The higher seeds both took care of business Thursday night in the 2A baseball quarterfinals at BYU as No. 4 Kanab topped No. 9 Grand County 10-4 in the initial evening contest followed by No. 2 Beaver outlasting No. 3 Enterprise 3-0 to cap off the day.
The Cowboys wore down the Red Devils, scoring eight of their 10 runs in two of their last three innings at the plate.
“It was a good team win,” Kanab head coach Craig Brinkerhoff said. “We had a lot of guys really hit the baseball well. … Everybody contributed.”
It was the first game of the week for both squads, each winning their pod last week before coming to Provo.
Grand entered the contest coming off the biggest upset of the tournament, when the Red Devils took down top-seeded San Juan Saturday afternoon.
Kanab’s victory kept the school from becoming the Red Devils’ third straight win over a higher seed. The Cowboys jumped ahead early, scoring two runs in the first followed by two scoreless innings. Then they broke things open with a three-run fourth and a five-run fifth.
“As the game got on, I felt like our guys were seeing the ball well,” Brinkerhoff said. “We really started barreling up the baseball. (Grand) made some phenomenal plays in the outfield. We knew that those were going to fall and (they) eventually did.”
Maybe most importantly, the Cowboys got through 6 ⅓ innings behind the strong pitching of sophomore starter Walker Baird.
“Moving forward with the pitch count, it’s huge,” Brinkerhoff said of how Baird’s pitching could pay dividends for Kanab later in the tournament.
The third-year head coach suspected Baird would play well enough to remain on the hill. “We just knew we were going to throw Walker and we were probably going to use him up with the pitch count,” Brinkerhoff said.
Baird’s coach praised him for his outing, giving up just one run. “He did a phenomenal job on the mound to hold that team to four or five hits there.”
Kanab’s reward is a matchup with Beaver after it beat Enterprise in the nightcap. The Cowboys lost to the Beavers twice earlier this season.
Thursday marked the rubber match between Beaver and Enterprise after the two schools split their pair of regular-season games.
The Beavers escaped the first inning unscathed after the Wolves wasted their best opportunity of the night with bases loaded and no outs. From there, the No. 2 seed picked up one run in each of the first, the fourth and the sixth innings.
Beaver, the highest seeded team left in the tournament, was propelled by stellar pitching from junior southpaw Davin Orton. Orton ultimately pitched to all but the final batter, giving up just two hits in the shutout victory — the first time Enterprise has been blanked all season.
Beaver and Kanab will face off Friday at BYU in the semifinals, with the first pitch scheduled for 4:30 p.m.
Playing in the consolation bracket tomorrow, Grand meets No. 7 Milford at 11 a.m. and will be followed by Enterprise against No. 5 South Sevier. The winners will face off later that evening.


*Try it*. Each line of the material, from the first through the one containing "This screenshot has height=626, width=1310.", is to be written out exactly.

———

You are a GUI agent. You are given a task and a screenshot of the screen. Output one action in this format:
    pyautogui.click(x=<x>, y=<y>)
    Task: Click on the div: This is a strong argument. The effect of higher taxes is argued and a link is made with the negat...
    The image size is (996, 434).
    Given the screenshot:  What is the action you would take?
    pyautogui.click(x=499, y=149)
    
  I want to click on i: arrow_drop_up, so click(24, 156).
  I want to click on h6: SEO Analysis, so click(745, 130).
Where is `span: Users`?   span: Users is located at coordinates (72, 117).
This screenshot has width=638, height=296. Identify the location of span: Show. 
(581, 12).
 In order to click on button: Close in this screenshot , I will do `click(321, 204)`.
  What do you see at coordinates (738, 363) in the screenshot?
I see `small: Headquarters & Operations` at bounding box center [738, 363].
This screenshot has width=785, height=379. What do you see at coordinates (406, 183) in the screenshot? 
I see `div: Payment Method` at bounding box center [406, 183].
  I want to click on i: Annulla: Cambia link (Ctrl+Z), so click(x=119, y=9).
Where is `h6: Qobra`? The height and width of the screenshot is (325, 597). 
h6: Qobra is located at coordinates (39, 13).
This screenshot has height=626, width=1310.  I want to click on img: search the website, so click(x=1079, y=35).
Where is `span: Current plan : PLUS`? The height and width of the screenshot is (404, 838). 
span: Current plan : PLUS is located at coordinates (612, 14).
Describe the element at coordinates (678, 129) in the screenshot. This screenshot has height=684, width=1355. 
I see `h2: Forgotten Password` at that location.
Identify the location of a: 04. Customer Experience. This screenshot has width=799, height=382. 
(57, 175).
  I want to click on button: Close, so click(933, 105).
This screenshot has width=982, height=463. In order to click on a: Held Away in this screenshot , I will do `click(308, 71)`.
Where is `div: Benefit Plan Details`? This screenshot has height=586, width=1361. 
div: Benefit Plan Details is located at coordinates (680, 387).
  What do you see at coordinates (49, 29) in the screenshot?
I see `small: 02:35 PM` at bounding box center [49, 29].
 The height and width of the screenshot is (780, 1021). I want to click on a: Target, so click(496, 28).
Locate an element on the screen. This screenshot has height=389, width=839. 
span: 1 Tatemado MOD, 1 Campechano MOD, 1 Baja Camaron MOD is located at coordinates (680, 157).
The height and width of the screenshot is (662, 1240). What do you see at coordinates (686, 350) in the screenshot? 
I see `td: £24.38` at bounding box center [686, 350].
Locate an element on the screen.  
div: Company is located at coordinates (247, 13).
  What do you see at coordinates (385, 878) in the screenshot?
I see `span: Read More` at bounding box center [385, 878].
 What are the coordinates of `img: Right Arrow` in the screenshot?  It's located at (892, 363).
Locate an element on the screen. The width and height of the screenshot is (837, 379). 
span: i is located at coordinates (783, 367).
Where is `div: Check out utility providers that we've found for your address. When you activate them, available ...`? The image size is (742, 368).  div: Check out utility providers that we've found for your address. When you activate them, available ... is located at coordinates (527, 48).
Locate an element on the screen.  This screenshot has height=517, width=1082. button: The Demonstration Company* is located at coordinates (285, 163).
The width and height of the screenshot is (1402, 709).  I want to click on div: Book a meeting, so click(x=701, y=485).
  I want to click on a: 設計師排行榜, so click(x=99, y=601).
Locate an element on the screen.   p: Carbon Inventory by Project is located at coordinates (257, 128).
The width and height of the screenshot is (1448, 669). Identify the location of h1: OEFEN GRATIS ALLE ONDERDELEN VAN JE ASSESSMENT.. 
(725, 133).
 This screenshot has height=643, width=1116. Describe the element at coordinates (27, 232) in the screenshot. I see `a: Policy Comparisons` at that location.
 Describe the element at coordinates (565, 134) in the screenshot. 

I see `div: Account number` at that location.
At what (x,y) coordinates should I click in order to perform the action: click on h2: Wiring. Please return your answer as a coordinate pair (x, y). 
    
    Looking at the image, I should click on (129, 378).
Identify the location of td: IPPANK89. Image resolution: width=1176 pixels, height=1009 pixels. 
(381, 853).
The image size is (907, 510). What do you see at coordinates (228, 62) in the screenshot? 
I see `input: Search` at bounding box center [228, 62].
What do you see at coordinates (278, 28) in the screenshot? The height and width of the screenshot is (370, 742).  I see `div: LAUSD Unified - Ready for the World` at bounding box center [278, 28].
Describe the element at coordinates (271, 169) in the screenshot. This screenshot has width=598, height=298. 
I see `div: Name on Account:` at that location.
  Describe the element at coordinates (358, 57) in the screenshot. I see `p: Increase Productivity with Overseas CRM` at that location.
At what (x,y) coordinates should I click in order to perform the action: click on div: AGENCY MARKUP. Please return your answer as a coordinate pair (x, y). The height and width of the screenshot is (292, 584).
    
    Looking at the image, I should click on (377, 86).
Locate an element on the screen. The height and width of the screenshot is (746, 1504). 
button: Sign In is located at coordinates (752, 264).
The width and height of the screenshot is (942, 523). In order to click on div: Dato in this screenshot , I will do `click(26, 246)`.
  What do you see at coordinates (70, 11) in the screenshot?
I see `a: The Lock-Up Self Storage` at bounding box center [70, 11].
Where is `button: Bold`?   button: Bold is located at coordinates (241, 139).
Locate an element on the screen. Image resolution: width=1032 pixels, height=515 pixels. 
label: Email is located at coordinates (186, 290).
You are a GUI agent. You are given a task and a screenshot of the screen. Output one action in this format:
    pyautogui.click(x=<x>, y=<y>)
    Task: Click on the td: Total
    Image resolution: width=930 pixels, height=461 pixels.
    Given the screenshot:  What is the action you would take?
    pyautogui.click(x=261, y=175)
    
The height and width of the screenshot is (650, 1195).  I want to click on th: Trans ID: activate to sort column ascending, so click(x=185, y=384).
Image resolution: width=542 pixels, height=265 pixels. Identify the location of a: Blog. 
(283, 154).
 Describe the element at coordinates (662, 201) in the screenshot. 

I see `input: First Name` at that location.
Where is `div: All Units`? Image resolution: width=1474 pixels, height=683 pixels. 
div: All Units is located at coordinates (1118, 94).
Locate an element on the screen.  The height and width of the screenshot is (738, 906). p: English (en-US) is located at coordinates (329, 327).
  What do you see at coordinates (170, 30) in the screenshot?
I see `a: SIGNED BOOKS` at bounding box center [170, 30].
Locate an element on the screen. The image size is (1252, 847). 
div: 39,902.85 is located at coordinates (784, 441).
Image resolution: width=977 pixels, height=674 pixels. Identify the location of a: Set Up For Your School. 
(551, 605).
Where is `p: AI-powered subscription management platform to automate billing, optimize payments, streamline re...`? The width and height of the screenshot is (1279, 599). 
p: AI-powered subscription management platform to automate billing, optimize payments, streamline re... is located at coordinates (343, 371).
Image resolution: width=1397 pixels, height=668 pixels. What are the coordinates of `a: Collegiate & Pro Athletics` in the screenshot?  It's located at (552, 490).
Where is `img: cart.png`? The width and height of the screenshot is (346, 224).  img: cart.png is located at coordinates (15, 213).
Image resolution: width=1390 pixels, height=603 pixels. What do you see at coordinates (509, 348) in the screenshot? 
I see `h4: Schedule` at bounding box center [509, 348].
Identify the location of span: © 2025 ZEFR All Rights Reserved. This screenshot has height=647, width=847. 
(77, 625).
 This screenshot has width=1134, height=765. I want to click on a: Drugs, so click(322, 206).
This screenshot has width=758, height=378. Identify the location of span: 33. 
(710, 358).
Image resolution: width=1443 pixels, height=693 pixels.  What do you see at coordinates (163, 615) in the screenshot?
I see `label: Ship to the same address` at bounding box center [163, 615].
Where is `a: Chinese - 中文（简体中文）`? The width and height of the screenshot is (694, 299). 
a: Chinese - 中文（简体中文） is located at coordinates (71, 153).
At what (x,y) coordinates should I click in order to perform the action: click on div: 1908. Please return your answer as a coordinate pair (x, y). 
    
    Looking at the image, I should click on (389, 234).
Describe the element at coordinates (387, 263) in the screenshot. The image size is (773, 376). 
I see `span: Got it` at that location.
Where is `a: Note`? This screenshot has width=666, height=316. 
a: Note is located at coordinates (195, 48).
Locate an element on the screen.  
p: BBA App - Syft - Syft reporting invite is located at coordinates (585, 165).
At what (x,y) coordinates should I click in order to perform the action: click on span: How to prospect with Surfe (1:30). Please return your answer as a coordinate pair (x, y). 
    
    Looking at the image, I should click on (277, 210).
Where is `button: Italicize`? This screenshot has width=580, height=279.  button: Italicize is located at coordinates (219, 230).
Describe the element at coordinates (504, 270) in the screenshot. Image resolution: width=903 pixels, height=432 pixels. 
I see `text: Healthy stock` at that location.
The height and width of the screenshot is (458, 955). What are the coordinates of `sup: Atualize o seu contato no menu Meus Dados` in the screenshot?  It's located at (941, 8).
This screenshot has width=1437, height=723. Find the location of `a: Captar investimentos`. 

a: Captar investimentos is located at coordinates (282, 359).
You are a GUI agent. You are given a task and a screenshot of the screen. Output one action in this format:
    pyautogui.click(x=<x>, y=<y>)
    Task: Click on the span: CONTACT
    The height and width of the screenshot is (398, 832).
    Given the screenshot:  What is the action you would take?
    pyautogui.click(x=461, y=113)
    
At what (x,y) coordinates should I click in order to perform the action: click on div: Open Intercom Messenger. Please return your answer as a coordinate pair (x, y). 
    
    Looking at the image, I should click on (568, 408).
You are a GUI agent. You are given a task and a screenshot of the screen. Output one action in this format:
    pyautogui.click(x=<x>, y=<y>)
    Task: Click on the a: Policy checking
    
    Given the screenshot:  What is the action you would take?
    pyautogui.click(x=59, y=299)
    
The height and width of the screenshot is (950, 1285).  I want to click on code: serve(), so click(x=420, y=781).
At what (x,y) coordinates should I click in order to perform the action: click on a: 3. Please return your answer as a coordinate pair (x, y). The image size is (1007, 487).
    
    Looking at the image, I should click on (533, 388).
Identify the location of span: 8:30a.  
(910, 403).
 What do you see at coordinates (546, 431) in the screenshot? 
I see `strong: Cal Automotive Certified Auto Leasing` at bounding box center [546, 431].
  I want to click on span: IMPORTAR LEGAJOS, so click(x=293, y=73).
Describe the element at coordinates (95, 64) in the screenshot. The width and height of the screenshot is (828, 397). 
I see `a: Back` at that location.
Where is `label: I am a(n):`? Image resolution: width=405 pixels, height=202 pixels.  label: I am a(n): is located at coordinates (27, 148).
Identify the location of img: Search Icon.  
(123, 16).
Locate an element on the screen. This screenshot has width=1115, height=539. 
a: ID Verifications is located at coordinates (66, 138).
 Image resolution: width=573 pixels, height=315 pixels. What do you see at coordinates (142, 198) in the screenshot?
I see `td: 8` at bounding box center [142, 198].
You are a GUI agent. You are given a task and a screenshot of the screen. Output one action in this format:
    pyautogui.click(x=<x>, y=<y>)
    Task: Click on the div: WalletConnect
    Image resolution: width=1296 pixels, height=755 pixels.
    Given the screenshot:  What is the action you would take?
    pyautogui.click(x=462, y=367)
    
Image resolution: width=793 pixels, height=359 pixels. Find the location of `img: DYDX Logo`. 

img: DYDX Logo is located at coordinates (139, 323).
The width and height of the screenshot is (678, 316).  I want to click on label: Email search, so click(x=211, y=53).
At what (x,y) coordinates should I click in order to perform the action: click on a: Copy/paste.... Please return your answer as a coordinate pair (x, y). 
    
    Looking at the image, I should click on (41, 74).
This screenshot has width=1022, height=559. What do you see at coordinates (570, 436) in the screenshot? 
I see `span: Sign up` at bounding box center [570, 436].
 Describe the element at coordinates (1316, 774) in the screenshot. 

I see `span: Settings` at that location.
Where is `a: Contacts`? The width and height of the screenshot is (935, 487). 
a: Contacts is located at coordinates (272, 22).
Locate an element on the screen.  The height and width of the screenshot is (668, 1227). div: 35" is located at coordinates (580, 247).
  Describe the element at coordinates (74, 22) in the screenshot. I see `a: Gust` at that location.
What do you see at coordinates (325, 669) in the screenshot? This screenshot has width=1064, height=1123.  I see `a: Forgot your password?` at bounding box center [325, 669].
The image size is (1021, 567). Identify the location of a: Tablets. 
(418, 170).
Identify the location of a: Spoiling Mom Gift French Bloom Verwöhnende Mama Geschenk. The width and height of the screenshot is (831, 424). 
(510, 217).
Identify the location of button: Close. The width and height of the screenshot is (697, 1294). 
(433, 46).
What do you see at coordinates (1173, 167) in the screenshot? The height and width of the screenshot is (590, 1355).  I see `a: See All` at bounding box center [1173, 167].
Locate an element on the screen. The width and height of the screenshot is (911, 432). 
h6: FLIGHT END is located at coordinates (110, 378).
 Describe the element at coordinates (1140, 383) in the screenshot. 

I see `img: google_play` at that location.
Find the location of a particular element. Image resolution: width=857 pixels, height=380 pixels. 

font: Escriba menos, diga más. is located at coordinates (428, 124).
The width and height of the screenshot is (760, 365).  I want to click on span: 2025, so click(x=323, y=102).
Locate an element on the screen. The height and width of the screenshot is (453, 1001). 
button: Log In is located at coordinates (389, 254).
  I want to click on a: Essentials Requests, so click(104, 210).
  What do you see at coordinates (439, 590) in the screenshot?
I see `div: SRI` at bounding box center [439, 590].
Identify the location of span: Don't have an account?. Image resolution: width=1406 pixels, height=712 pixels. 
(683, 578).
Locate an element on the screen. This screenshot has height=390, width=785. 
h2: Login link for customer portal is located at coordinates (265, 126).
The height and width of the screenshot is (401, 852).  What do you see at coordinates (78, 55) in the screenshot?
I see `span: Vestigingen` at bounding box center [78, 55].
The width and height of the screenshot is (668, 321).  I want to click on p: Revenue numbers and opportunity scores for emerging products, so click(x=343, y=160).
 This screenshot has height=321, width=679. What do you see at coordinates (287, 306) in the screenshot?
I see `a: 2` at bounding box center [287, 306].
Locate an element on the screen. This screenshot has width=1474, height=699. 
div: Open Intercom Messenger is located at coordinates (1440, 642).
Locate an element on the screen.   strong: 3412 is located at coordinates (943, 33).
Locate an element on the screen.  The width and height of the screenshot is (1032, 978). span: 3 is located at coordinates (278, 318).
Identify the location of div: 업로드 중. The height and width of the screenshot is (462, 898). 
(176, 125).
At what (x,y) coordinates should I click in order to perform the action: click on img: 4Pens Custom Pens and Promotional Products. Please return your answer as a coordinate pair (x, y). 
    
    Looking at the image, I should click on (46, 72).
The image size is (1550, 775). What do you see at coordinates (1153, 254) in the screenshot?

———

*Expected output*.
You are a GUI agent. You are given a task and a screenshot of the screen. Output one action in this format:
    pyautogui.click(x=<x>, y=<y>)
    Task: Click on the div: This is a strong argument. The effect of higher taxes is argued and a link is made with the negat...
    The image size is (996, 434).
    Given the screenshot:  What is the action you would take?
    pyautogui.click(x=499, y=149)
    
  I want to click on i: arrow_drop_up, so click(24, 156).
  I want to click on h6: SEO Analysis, so click(745, 130).
Where is `span: Users`?   span: Users is located at coordinates (72, 117).
This screenshot has width=638, height=296. Identify the location of span: Show. 
(581, 12).
 In order to click on button: Close in this screenshot , I will do `click(321, 204)`.
  What do you see at coordinates (738, 363) in the screenshot?
I see `small: Headquarters & Operations` at bounding box center [738, 363].
This screenshot has width=785, height=379. What do you see at coordinates (406, 183) in the screenshot? 
I see `div: Payment Method` at bounding box center [406, 183].
  I want to click on i: Annulla: Cambia link (Ctrl+Z), so click(x=119, y=9).
Where is `h6: Qobra`? The height and width of the screenshot is (325, 597). 
h6: Qobra is located at coordinates (39, 13).
This screenshot has height=626, width=1310.  I want to click on img: search the website, so click(x=1079, y=35).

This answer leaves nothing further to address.